[WORK INSTRUCTION]:
Go through the data line by line. Copy each one holding the string "Latest".

[RECORDS TO PROCESS — start]

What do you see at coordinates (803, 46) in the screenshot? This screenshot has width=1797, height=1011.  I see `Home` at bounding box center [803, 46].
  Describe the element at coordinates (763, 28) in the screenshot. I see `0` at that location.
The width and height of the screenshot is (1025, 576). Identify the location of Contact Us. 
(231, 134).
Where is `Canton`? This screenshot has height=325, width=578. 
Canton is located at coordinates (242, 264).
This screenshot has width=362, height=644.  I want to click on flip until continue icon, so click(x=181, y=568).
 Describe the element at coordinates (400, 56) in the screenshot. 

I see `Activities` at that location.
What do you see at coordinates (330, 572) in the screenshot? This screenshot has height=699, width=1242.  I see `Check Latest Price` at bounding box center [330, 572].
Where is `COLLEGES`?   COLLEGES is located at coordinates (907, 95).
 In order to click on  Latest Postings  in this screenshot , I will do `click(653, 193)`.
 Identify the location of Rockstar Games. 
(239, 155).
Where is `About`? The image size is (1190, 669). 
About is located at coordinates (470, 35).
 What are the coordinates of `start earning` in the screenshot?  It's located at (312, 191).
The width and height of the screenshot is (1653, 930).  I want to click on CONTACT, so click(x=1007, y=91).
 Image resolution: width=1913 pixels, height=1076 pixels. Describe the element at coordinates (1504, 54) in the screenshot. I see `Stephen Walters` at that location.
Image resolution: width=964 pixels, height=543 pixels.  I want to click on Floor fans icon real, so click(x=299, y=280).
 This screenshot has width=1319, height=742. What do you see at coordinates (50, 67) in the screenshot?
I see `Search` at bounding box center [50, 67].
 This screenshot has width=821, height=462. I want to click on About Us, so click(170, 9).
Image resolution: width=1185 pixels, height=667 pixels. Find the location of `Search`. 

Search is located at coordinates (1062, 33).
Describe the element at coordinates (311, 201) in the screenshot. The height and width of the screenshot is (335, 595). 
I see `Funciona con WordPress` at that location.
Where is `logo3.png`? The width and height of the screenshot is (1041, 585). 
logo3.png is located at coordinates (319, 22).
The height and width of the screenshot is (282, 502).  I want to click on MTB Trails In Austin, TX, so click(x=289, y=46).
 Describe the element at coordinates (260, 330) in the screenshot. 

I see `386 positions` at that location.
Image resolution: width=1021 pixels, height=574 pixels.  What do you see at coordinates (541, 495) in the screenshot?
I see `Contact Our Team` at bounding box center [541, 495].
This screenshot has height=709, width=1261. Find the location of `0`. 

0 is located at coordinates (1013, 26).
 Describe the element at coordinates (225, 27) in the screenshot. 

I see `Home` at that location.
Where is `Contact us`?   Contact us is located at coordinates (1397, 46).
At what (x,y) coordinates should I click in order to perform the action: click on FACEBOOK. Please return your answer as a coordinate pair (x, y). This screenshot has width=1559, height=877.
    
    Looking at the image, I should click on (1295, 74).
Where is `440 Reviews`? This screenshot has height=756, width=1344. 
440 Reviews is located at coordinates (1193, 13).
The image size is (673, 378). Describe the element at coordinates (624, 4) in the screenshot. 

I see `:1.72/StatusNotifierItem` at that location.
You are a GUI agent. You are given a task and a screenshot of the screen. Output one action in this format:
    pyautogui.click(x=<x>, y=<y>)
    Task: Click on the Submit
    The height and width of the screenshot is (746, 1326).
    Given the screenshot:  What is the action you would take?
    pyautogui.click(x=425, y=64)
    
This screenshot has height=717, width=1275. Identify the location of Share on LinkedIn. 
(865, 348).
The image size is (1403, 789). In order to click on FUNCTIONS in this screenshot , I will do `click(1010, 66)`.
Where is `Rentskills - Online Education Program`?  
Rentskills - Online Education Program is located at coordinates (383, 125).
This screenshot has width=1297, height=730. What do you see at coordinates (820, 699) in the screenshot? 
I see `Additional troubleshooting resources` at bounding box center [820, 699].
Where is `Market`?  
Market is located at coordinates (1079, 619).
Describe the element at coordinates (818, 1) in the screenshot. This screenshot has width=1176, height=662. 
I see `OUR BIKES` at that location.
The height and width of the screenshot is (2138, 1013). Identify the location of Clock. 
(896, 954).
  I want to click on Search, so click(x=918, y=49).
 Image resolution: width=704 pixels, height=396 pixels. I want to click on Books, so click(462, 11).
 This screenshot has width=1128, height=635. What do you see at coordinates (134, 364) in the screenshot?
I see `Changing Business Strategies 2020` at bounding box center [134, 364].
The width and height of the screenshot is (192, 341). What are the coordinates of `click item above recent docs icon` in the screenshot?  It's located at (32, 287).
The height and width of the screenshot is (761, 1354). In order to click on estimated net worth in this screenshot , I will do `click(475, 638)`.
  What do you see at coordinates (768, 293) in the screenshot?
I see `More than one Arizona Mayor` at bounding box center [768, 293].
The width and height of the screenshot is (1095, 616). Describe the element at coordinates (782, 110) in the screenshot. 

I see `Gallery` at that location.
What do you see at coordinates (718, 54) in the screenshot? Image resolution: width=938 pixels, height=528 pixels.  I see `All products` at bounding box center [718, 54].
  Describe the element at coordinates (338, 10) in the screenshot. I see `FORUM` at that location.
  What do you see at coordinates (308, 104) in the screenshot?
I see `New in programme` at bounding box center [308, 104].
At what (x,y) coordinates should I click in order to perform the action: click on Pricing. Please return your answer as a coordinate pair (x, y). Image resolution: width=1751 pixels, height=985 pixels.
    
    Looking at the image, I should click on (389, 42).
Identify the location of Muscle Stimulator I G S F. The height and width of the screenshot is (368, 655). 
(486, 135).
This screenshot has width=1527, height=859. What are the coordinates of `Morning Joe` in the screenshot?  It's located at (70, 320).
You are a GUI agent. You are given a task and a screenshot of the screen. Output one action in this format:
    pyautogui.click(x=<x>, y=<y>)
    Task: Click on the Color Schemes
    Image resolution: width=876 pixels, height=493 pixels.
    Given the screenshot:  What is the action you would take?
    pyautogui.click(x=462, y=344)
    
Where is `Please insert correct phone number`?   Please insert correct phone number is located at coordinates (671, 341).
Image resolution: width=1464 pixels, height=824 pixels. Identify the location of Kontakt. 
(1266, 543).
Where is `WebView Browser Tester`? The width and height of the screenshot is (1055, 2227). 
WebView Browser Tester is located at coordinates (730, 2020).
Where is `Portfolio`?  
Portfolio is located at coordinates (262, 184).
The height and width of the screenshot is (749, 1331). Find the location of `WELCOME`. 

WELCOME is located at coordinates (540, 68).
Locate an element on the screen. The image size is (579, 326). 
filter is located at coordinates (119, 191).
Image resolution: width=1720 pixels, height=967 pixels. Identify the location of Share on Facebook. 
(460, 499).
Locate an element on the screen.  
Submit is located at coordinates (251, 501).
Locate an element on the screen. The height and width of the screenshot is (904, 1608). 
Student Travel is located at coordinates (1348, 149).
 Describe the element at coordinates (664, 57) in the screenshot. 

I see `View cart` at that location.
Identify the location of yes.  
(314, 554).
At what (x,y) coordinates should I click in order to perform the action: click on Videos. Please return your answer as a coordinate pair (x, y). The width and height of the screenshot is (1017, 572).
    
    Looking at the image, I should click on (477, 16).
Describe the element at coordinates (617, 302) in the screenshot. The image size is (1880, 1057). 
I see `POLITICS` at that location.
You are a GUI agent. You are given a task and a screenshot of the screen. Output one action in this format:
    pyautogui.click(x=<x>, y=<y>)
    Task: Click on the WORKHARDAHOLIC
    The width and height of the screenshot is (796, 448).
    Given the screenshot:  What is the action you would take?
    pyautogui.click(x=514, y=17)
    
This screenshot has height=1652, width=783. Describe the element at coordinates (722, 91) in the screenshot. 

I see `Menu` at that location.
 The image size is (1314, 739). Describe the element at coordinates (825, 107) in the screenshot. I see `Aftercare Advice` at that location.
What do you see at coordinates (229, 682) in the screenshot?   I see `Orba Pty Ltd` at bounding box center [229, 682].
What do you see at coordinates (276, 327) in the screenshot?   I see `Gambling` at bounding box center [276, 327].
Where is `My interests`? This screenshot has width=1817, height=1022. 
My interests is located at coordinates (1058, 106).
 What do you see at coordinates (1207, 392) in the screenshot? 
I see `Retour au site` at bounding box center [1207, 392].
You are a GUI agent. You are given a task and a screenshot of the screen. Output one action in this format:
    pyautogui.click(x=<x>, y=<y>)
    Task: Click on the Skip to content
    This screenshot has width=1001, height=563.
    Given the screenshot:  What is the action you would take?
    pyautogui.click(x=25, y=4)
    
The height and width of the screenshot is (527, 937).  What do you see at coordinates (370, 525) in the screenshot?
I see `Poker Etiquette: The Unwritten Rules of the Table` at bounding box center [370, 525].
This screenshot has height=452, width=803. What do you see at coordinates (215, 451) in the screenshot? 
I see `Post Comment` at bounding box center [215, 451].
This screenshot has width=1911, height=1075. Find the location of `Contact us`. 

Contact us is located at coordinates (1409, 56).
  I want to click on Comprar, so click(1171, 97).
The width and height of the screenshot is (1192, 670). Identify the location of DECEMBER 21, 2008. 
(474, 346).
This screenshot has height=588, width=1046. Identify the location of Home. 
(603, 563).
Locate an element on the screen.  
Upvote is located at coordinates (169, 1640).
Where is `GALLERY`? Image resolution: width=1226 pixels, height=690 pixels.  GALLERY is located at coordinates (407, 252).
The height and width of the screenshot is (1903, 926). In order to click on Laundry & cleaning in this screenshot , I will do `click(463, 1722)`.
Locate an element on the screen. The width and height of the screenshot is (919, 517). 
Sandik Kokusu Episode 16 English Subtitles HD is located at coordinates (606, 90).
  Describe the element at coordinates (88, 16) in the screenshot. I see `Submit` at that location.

[RECORDS TO PROCESS — finish]

[RESULT FOR THIS EXERCISE]:
What do you see at coordinates (330, 572) in the screenshot? This screenshot has height=699, width=1242.  I see `Check Latest Price` at bounding box center [330, 572].
 In order to click on  Latest Postings  in this screenshot , I will do `click(653, 193)`.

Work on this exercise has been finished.